Distributed OSGi - The ECF way Markus Kuppe
Scott Lewis
OSGi today enables us to build highly modular and dynamic systems. However, the restriction of having applications running on a single JVM hinders its feasibility as a communication model for a ubiquitous computing world.
In this tutorial the attendees will find out how ECF answers the
questions of tomorrow's distribution needs. The workshop dives deeply into the Eclipse Communication Framework and shows how dynamic service discovery can be used in local as well as
wide area networks to build a distributed service registry. On top of that, peer to peer (R-OSGi/ECF generic) or centralized (XMPP) remoting solutions hidden behind common APIs are explored in hands-on exercises.

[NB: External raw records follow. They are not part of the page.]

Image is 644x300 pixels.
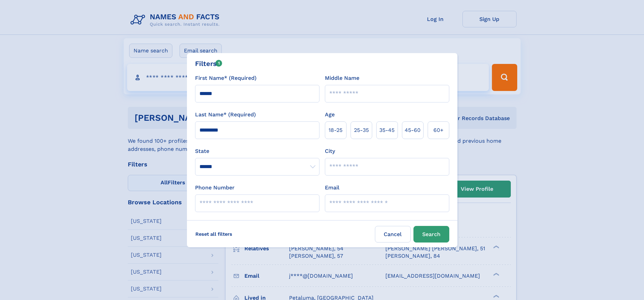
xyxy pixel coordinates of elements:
[433,126,443,134] span: 60+
[325,74,359,82] label: Middle Name
[195,110,256,119] label: Last Name* (Required)
[195,58,223,69] div: Filters
[329,126,342,134] span: 18‑25
[414,226,449,243] button: Search
[195,147,319,155] label: State
[404,126,420,134] span: 45‑60
[375,226,410,243] label: Cancel
[325,184,339,191] label: Email
[191,226,237,242] label: Reset all filters
[325,110,335,119] label: Age
[195,184,234,191] label: Phone Number
[325,147,335,155] label: City
[195,74,257,82] label: First Name* (Required)
[379,126,394,134] span: 35‑45
[354,126,369,134] span: 25‑35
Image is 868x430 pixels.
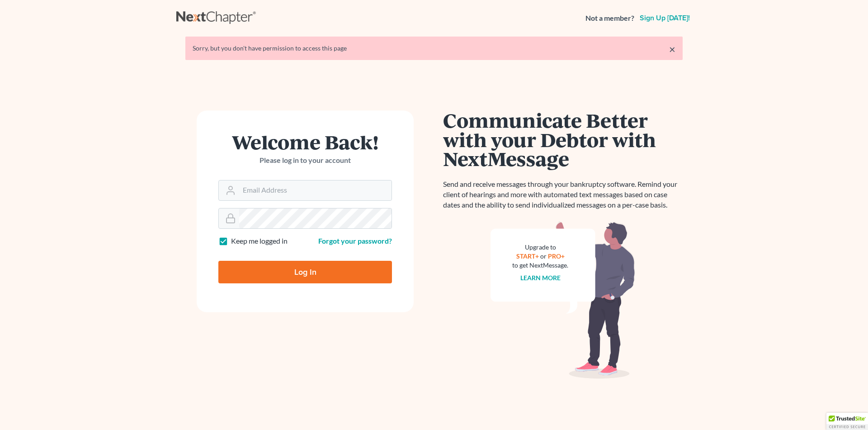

The role of transparency is a topic when attendees try to access
remote services or concerns like QoS or reliability arise in
communication.
With test driven development being a well established tool in modern
day software engineering, the challenges that result from distribution and possible solutions will be explored in a group discussion. Attendees are asked to bring their favorite piece of hardware or service they want to put to use in a distributed OSGi environment.
Toast [1] will act as our playground which will be turned into a distributed application. Attendees are required to know their way around in the Eclipse SDK. This tutorial furthermore doesn't cover how to setup your development environment! Sound knowledge of OSGi as well as network communication is a prerequisite. But more importantly we expect you to be confident in a highly interactive setting and don't expect a step by step tutorial. The best way to describe it, would be a guided hackathon.
[1] http://wiki.eclipse.org/Eclipse_Summit_Europe_2008_Equinox_Hackathon
Scott Lewis is the project lead for the Eclipse Communication Framework (ECF). ECF provides APIs for distributed applications, and had several Eclipse applications based upon these APIs such as real-time shared editing, and multi-protocol presence, IM, and contacts lists.
Scott is a member of the team at EclipseSource, a startup focusing on OSGi, Equinox, and Eclipse-based solutions.
For too long, Scott's technical interests have revolved around messaging and communications...both for building distributed applications, and in human-to-human communication and collaboration.